Do Stocks Worry About Current (Account) Events?

 

"There's no trick to being a humorist when you have the whole government working for you."

-- Will Rogers

Will Rogers would have felt right at home today as a financial commentator: Not only would he have numerous governments in his employ, he would be able to enlist the services of the entire Wall Street community as well. Even more so than in government, some in this crowd believe error, illogic and a near-reckless disregard of available data can be elevated to an exalted state envisioned in the dreams of religious mystics.

As promised in a Columnist Conversation post last week, two questions stand before the house today: whether a weaker dollar should close the U.S. current-account deficit, and whether the current-account deficit bears any relationship to the fortunes of the U.S. equity markets. The answers are no and no.

A lesser question, whether a current-account deficit of zero -- or for that matter a budget deficit of zero -- should be goals of national policy was answered in the negative in this space in December 2003. The questions of whether the Federal Reserve should target the dollar and whether weak currencies imply weak equity markets were dismissed similarly in November 2004.

A Good Idea at the Time

Before the early 1970s, exchange rates were fixed either to each other, to a reserve currency or to gold. The post-World War II regime established at the Bretton Woods conference in 1944 fixed the U.S. dollar-gold rate at $35 per ounce. Other currencies would be fixed against the dollar once they became convertible following the damage from the war. A characteristic of a fixed exchange rate system is that a country in perpetual deficit eventually depletes its reserves of either gold or convertible currencies and must limit its imports to whatever is provided by vendor financing. In such a system, periodic crises ensue and the occasional devaluations or revaluations of currencies become market-jarring events.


Task requirements
Which lines in the records below contain the word "Image"? Report each of them.
··· Supplied records ···
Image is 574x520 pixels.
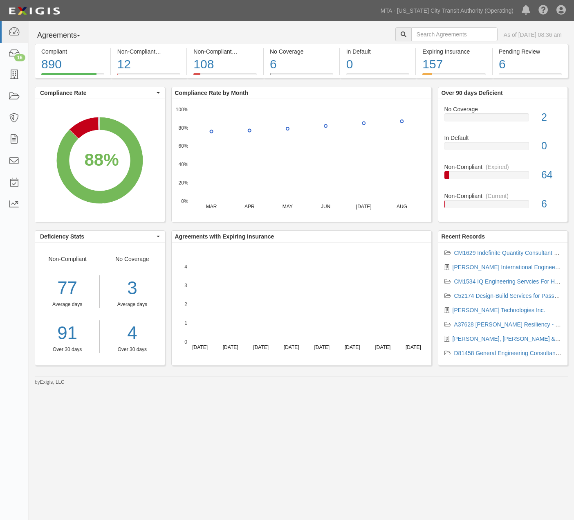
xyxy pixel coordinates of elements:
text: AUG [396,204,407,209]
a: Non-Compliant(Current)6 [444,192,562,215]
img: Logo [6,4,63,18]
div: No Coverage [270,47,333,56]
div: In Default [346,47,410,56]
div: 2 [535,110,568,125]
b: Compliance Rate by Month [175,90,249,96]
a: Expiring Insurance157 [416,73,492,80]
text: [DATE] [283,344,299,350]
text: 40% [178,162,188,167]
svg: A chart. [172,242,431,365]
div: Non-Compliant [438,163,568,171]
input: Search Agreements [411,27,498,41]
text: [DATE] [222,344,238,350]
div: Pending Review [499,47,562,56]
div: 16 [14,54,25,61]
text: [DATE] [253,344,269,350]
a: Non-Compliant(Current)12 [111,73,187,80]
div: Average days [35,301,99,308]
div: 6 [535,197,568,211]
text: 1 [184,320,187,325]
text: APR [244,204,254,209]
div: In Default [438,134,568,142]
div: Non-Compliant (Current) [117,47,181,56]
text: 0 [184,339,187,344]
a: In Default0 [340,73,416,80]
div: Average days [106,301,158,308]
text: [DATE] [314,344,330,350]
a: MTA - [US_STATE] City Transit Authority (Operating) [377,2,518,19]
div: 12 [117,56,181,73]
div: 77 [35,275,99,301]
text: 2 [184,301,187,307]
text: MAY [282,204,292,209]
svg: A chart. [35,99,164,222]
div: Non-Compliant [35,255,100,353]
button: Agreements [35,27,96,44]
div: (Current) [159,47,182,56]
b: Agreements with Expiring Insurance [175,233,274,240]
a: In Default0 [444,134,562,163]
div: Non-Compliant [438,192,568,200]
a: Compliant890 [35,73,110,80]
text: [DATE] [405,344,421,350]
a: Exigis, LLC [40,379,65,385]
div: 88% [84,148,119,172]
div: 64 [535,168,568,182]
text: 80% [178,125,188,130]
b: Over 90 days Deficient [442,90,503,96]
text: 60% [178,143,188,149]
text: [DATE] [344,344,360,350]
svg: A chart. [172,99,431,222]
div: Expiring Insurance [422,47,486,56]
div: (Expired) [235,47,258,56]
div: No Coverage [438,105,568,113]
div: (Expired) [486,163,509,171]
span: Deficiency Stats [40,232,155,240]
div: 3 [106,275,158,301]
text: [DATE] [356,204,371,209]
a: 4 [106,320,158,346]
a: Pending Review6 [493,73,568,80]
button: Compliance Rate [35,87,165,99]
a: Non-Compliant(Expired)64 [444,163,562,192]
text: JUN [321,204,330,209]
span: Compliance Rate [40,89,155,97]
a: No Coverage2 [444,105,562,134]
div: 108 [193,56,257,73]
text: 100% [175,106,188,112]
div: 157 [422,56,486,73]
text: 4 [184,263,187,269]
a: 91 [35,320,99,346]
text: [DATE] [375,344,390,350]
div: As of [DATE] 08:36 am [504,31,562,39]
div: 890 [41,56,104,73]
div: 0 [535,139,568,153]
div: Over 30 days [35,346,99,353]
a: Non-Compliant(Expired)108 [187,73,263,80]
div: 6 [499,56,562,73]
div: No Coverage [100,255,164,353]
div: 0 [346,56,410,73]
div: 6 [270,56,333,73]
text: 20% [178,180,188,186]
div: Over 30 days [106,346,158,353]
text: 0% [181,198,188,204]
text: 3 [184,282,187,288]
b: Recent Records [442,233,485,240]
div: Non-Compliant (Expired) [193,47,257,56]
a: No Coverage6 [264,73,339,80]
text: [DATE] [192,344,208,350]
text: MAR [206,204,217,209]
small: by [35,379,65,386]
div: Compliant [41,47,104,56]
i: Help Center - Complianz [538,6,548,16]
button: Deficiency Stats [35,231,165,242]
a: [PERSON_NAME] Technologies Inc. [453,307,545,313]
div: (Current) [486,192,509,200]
···
··· Supplied records ···
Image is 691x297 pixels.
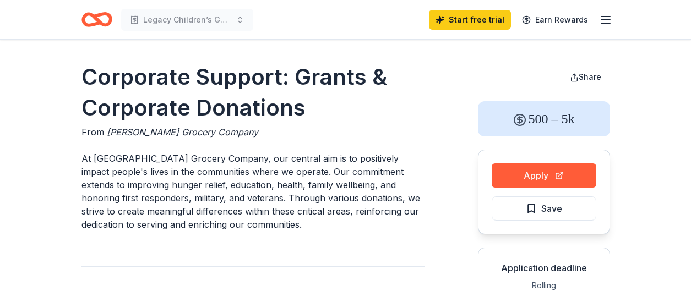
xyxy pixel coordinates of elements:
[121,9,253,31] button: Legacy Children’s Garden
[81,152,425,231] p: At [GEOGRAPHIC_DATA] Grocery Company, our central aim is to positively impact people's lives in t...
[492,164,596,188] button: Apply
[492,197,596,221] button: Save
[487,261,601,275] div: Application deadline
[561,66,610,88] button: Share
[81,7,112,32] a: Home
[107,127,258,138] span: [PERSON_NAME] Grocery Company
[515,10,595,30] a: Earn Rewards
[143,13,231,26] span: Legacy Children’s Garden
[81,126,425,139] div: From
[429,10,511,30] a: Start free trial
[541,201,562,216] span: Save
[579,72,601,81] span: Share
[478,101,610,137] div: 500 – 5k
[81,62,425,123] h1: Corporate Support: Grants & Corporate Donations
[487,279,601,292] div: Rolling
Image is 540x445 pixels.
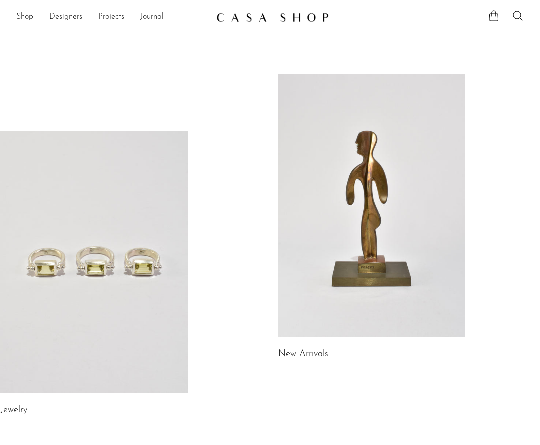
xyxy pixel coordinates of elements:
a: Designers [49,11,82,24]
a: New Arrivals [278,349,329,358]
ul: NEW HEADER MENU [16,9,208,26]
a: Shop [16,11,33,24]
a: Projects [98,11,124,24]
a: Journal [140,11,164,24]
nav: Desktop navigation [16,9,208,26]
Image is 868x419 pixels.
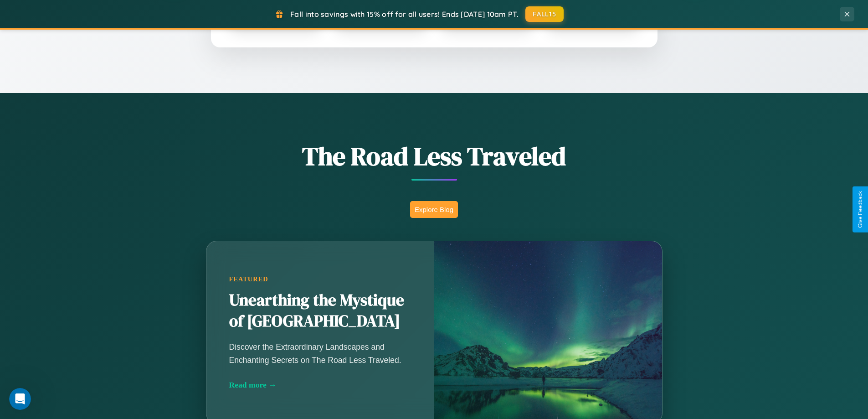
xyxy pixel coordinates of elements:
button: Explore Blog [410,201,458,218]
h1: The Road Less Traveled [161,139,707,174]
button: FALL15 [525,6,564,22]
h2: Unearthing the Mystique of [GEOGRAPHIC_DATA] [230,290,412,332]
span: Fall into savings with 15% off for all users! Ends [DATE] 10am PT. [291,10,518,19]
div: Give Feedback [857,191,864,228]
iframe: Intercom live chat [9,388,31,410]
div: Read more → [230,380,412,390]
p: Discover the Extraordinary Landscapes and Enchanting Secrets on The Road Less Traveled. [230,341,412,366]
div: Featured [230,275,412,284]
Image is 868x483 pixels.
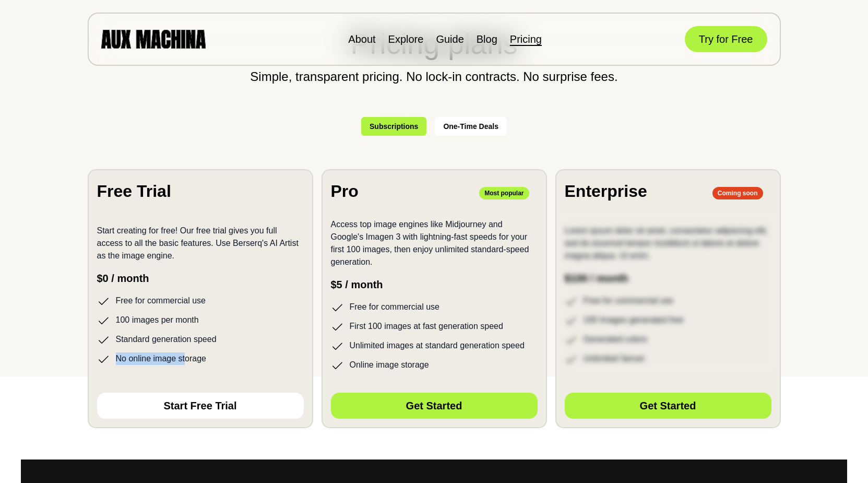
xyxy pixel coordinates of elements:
···
··· Supplied records ···
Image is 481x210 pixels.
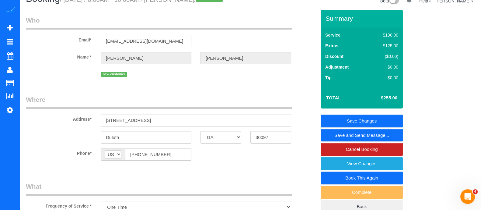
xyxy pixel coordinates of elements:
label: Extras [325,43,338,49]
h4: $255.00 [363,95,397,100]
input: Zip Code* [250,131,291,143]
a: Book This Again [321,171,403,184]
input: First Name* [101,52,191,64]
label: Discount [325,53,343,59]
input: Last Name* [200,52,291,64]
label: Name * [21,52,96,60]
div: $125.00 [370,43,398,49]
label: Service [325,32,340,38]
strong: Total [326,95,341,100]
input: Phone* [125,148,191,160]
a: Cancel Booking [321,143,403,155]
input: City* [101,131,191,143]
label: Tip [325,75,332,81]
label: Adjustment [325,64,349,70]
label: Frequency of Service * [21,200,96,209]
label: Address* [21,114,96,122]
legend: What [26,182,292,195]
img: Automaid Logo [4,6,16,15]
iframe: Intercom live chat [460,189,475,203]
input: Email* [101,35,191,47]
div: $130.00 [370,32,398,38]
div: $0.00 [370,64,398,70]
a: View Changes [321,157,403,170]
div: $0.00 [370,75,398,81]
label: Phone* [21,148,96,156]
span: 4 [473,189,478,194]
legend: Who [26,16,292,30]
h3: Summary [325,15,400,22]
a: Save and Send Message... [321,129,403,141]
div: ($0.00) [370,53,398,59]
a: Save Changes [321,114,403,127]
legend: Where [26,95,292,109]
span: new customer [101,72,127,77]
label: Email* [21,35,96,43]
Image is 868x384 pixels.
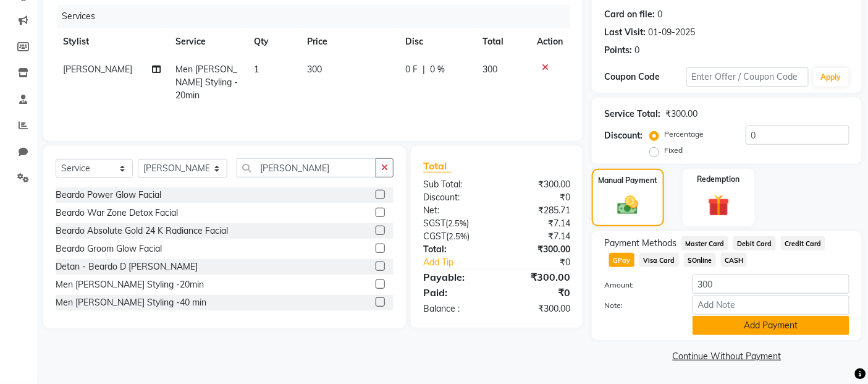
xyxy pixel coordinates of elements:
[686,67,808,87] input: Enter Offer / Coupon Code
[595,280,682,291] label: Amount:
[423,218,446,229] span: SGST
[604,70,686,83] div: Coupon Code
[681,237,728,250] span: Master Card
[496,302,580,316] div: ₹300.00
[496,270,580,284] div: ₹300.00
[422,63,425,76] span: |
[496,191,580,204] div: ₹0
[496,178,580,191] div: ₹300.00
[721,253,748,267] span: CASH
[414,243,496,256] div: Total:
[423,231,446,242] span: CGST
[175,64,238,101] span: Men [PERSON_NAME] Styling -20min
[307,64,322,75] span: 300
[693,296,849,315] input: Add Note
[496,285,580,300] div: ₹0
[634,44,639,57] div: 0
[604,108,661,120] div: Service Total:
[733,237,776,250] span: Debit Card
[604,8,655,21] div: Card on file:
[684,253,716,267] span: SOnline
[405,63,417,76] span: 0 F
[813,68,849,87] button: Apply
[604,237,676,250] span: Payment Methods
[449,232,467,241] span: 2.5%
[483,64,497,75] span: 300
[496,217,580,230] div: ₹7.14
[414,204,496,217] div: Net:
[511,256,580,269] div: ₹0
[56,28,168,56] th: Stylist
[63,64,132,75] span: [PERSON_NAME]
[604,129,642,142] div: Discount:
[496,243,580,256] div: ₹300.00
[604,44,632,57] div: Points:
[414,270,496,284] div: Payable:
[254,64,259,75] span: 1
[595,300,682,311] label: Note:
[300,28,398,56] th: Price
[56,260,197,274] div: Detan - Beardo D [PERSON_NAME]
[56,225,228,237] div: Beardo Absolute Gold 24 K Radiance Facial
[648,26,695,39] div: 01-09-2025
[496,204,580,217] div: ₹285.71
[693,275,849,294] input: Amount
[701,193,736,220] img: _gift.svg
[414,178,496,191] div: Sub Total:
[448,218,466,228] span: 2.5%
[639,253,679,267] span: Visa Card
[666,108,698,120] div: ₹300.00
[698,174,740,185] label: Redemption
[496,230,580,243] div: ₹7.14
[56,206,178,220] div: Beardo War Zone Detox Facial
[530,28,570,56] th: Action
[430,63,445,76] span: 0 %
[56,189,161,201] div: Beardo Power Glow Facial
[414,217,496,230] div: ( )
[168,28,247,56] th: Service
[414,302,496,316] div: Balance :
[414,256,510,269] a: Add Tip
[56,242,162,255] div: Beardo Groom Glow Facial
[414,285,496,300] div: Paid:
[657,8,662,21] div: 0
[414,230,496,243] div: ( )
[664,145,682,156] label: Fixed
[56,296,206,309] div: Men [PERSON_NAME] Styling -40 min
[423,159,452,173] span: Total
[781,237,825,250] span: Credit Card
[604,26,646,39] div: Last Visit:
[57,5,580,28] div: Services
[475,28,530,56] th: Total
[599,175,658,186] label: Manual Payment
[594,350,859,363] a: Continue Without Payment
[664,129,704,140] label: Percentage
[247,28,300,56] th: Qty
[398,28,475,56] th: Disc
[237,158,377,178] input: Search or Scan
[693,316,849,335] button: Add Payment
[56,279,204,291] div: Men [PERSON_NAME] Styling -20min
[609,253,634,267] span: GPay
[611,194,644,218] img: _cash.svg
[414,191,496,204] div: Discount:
···
Task result
Image is 574x520 pixels.
Image is 691x297 pixels.
Image is 540x445 pixels.
Image is 868x419 pixels.
Image is 868x483 pixels.
Image is 481x210 pixels.
Image is 868x384 pixels.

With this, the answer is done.